What's the best way to distribute wxpython apps for Linux?

Hello, I’m trying to work out what the best way to distribute my application written in WxPython for Linux is.

For Windows I’ve simply created an executable using PyInstaller. However, because almost every Linux system already has python preinstalled, that would be very inefficient in terms of disk space as it also bundles the python interpreter.

I was considering generating a PEX file, which relies on the pre-installed python but bundles all the dependencies with it, but then I remembered about the linux wheels being different from distro to distro, which means that my PEX which would be built using the ubuntu-20.04 wheels could possibly not work on other systems

Is there any solution to this other than just having the end user install wxpython themselves? Because that’s not exactly user-friendly.

Note that I’m not bothered with obscuring the source code as it’ll be in a public git repository anyway

Depending on whether your users trust you (not sure what the use-case is), you could write a shell script which detects the distro and installs everything properly when they run the script.

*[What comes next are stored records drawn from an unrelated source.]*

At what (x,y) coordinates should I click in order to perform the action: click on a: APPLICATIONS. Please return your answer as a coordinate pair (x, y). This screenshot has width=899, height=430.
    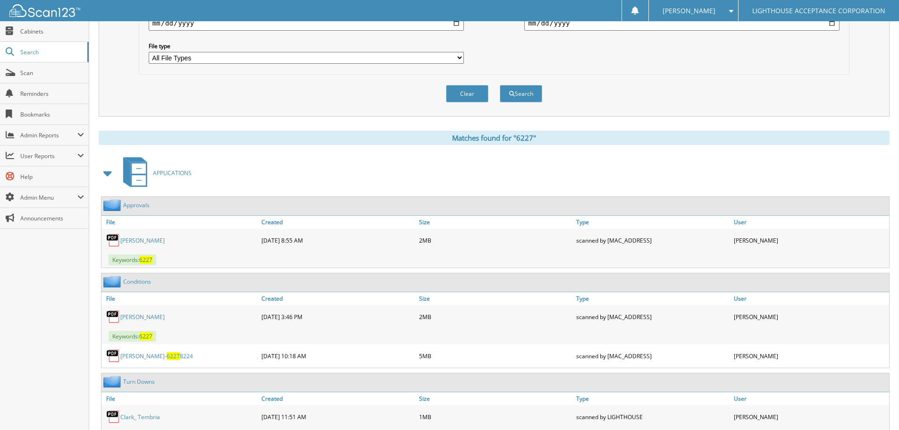
    Looking at the image, I should click on (154, 173).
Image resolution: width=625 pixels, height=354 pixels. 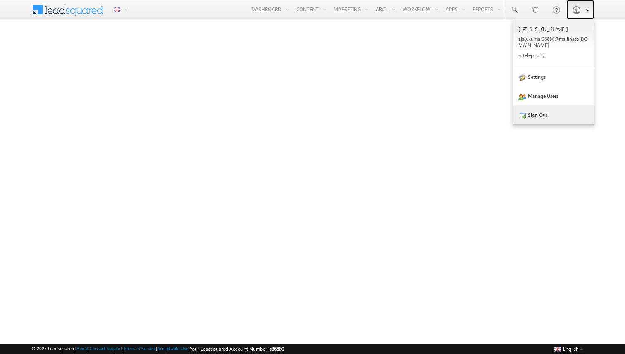 What do you see at coordinates (140, 348) in the screenshot?
I see `a: Terms of Service` at bounding box center [140, 348].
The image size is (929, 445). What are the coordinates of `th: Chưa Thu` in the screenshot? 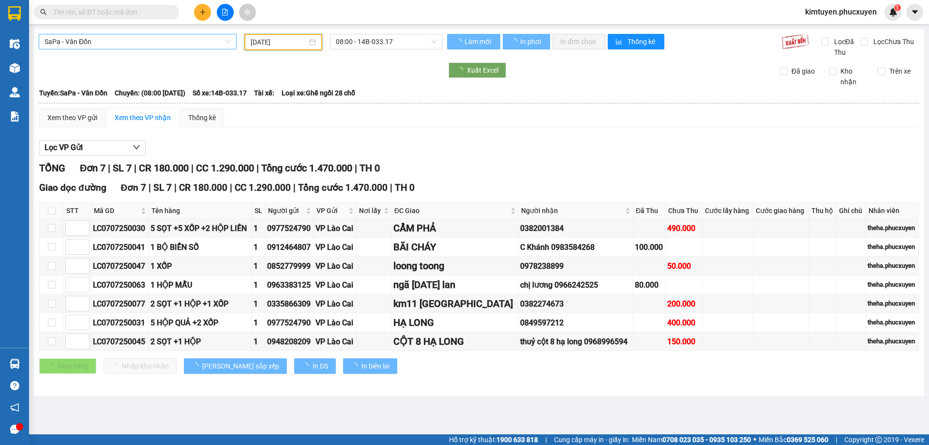 It's located at (684, 211).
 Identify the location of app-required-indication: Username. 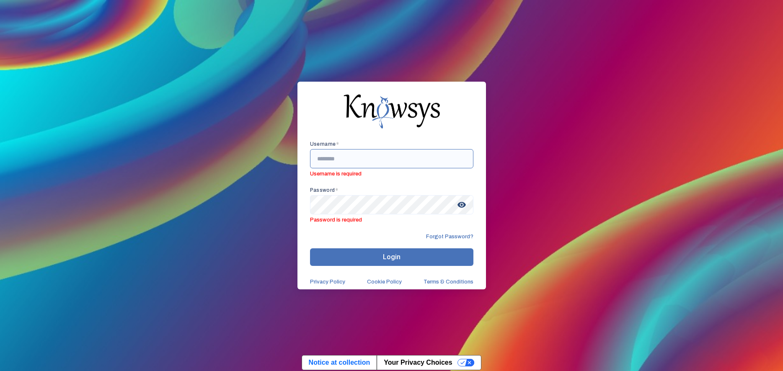
(325, 144).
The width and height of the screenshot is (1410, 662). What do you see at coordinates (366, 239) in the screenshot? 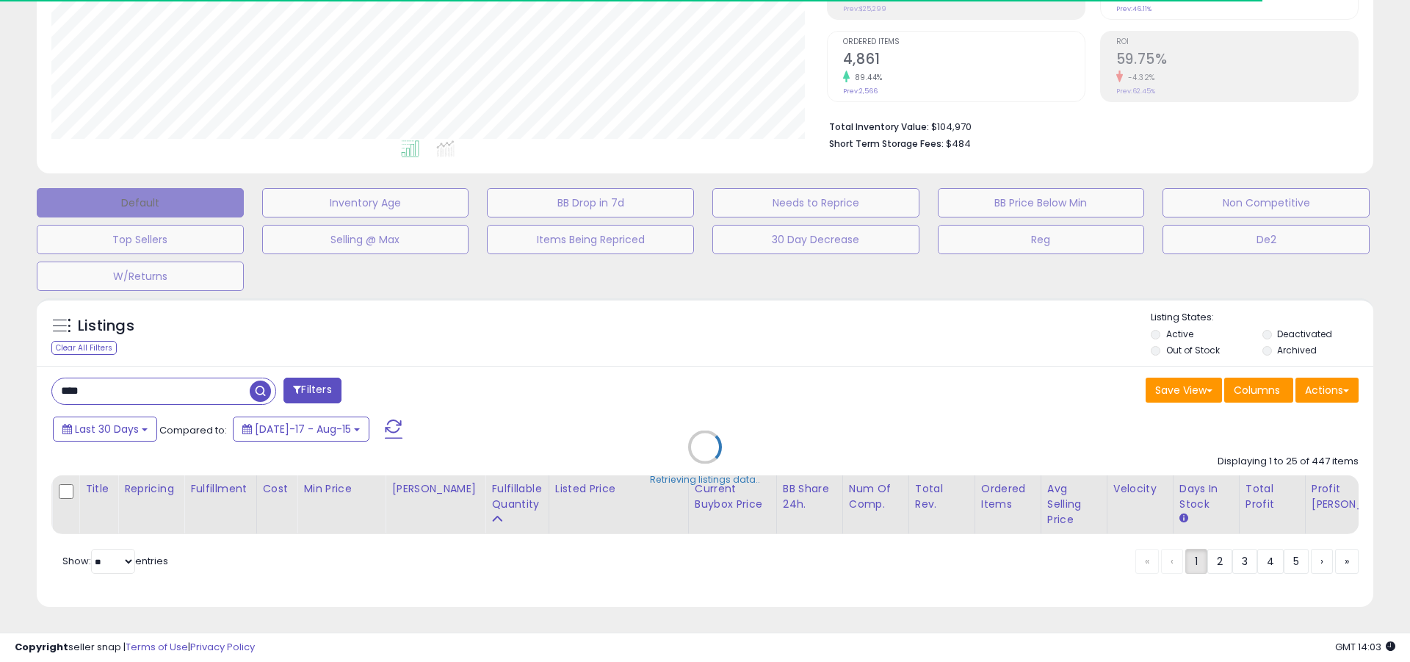
I see `button: Selling @ Max` at bounding box center [366, 239].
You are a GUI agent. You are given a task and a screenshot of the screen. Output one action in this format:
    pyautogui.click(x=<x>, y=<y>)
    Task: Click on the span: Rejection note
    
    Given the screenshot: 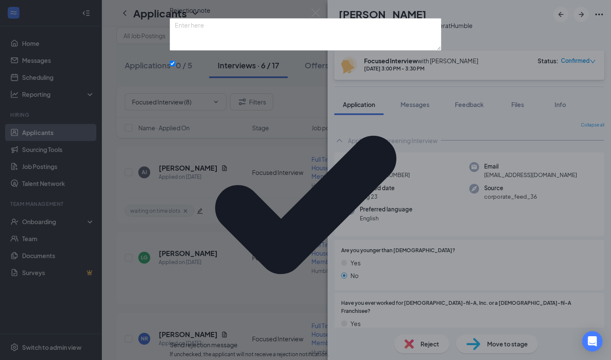 What is the action you would take?
    pyautogui.click(x=190, y=10)
    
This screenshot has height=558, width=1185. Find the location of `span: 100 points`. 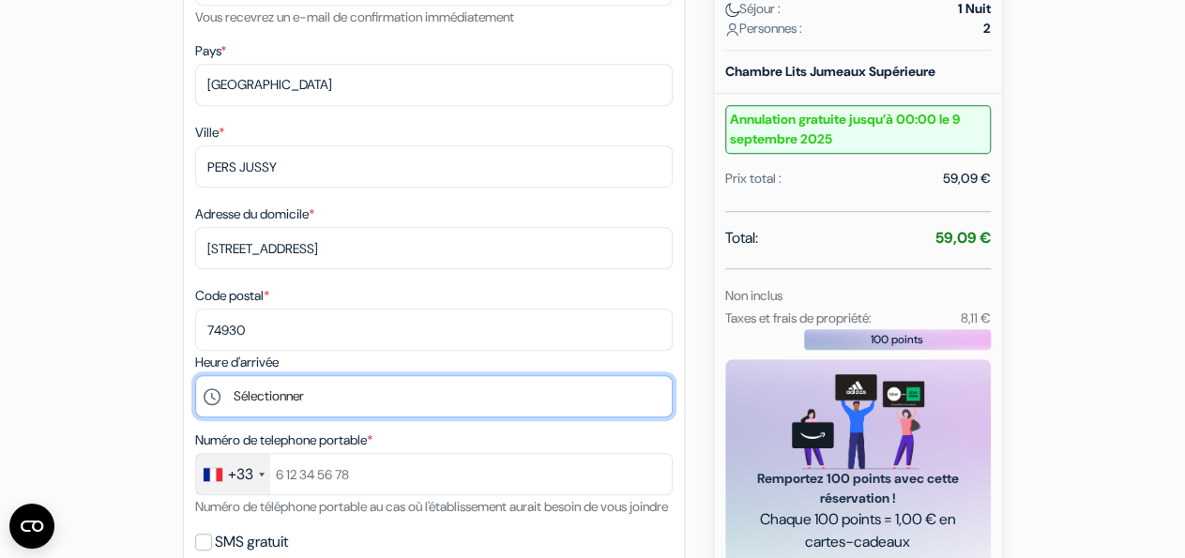

span: 100 points is located at coordinates (897, 340).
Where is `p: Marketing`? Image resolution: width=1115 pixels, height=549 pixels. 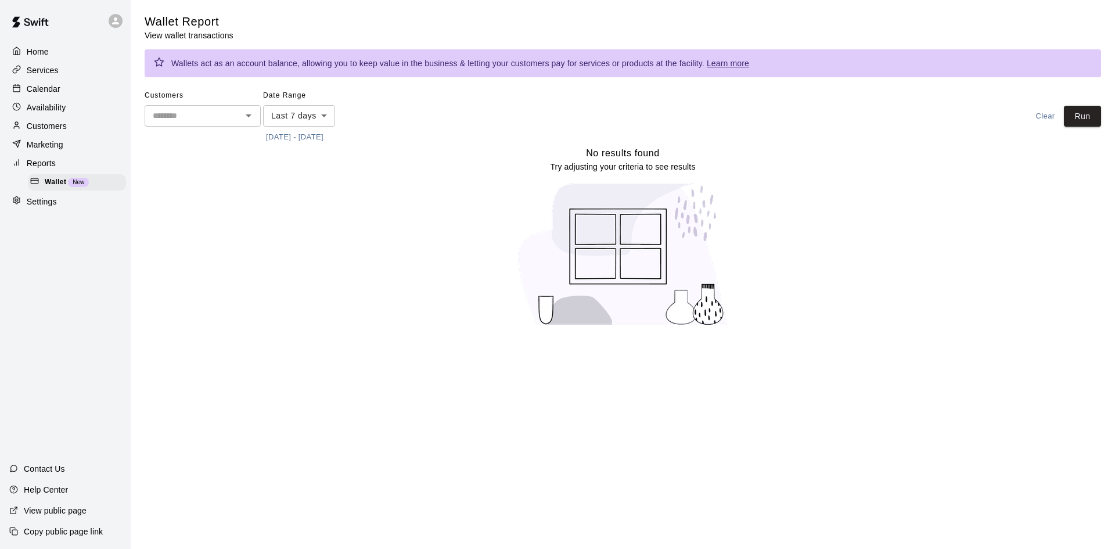 p: Marketing is located at coordinates (45, 145).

Obviously, if the users are not very technical, it could be risky for them to run a script someone else made.

The other, better, option would be to just use pyinstaller (though that would be more work for you).

It’s not that it would be too much work for me - it’s that pyinstaller bundles the python interpreter as well as everything else, which causes ridiculous file sizes, in excess of 100MB, from a python script which takes up barely a few kilobytes.

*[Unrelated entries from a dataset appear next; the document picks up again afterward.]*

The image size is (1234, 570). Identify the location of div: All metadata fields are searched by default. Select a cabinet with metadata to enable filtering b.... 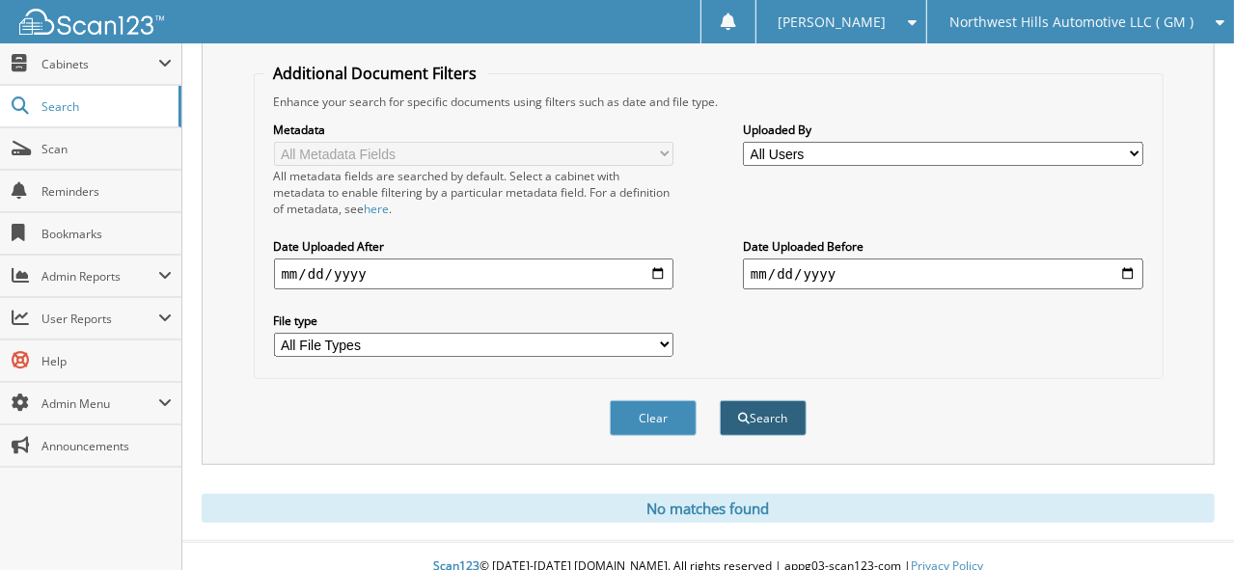
(474, 192).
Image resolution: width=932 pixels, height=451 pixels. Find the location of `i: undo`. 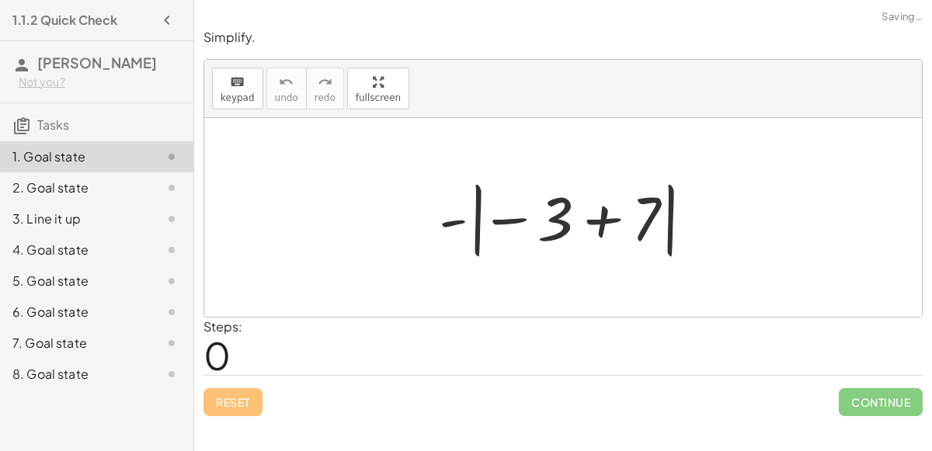

i: undo is located at coordinates (286, 82).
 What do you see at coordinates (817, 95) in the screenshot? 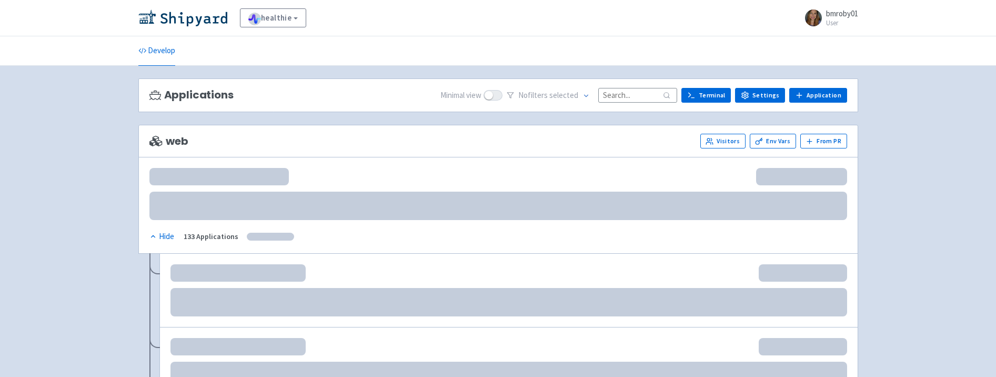
I see `a: Application` at bounding box center [817, 95].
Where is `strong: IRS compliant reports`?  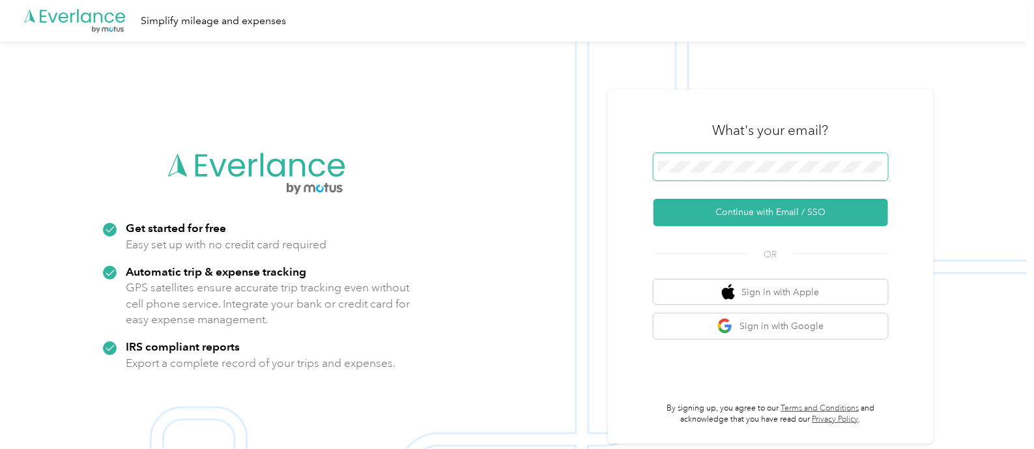
strong: IRS compliant reports is located at coordinates (182, 346).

Building on Windows yields a much more manageable size for some reason - around 11MB.

In theory this will be distributed publicly but in reality it’ll only be used by a few friends, most of whom are Windows users anyway. Possibly just writing a shell script would be a better way to go.

Yes, I’ve found that building with pyinstaller on linux tends to be about double the size as on windows. Not exactly sure why.

If these are friends, then they probably trust you and writing a shell script would probably be the way to go. For public, I would still go with pyinstaller, though.